While Costa Rican law bars Mr. Chaves from seeking a consecutive term, Ms. Fernández has mostly campaigned on a platform that would see a continuation of his mandate, a message that has resonated with an electorate deeply troubled by rising crime.

PPSO is in the ‘right-populist with some illiberal tendencies’ category; one major ongoing initiative, that Fernandez’s victory will all but ensure comes to fruition, is the construction of a new mega-prison complex overtly modeled after Bukele’s CECOT facility in El Salvador.

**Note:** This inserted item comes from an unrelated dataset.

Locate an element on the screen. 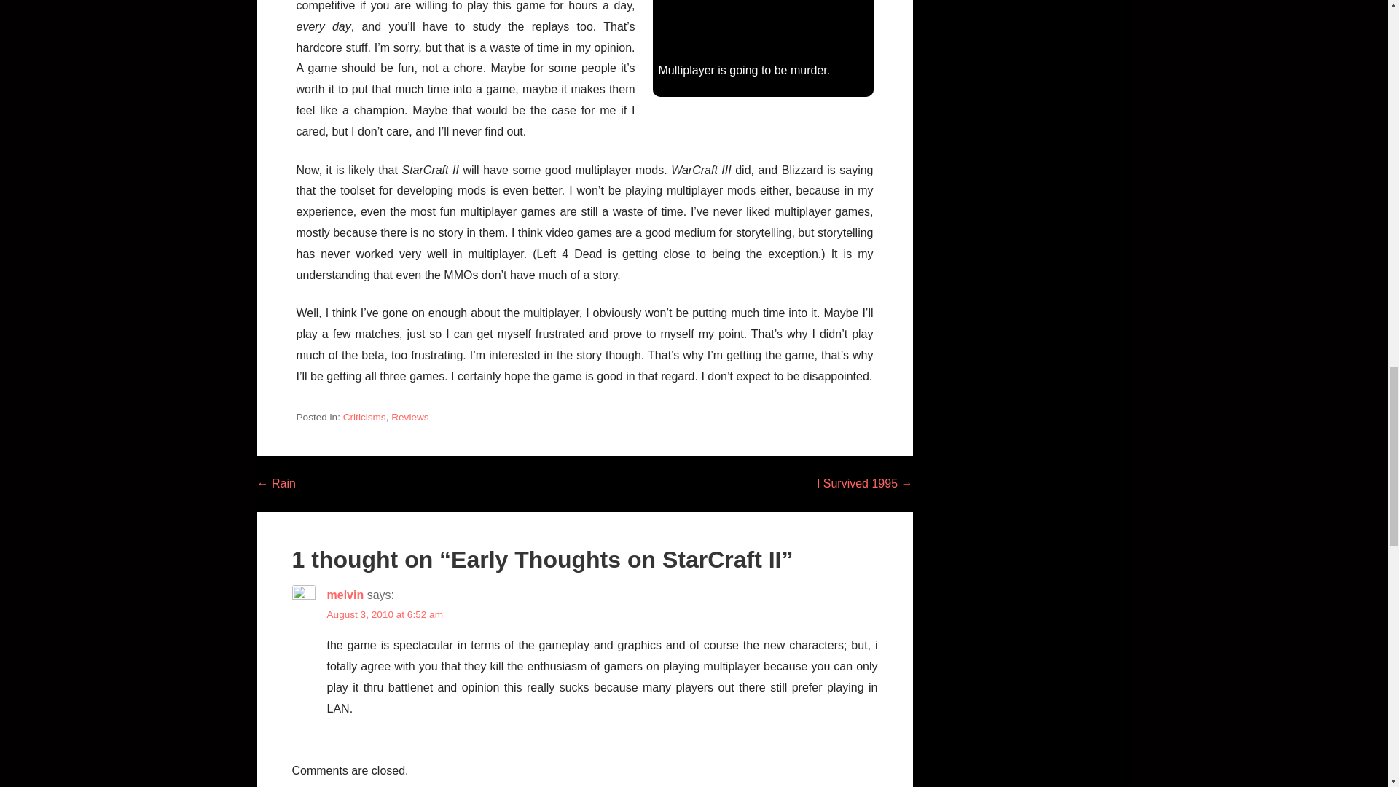  Criticisms is located at coordinates (364, 417).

The legislature is also up for election; the 57 seat body is elected via closed list PR in seven districts. Fernandez has repeatedly stated that her goal is to capture 40 seats, which seems ambitious; PPSO is currently polling around 30% on the legislative side. That puts them well behind the leading response in legislative polling, “don’t know/didn’t answer” at around 50%. If one wants to be optimistic about something, one could hope that anyone who wants to vote PPSO would have decided to do so by now, so those voters are likely to break for other parties. That said, it’s unclear how much it matters; Chaves hasn’t been terribly slowed down by a lack of co-partisans in the assembly.

Right wing dominance is not the norm in Costa Rica, and the popularity of PPSO appears to be motivated by horror and dismay at the recent and substantial upswing in violent crime, in a country that has largely avoided the region’s pathologies in this regard until recently. Costa Rica has become a major nexus in global cocaine distribution, with all that that entails. Unlike Bukele in El Salvador, though, Chaves and PPSO have not achieved any meaningful reduction in crime so far; murders surged to their highest level in 2023, after Chaves was elected, and have stayed at historic highs since. Still, voters apparently hold the view that they deserve more time in their efforts to implement an ever so slightly kinder and gentler version to the Salvadoran solution in Costa Rica.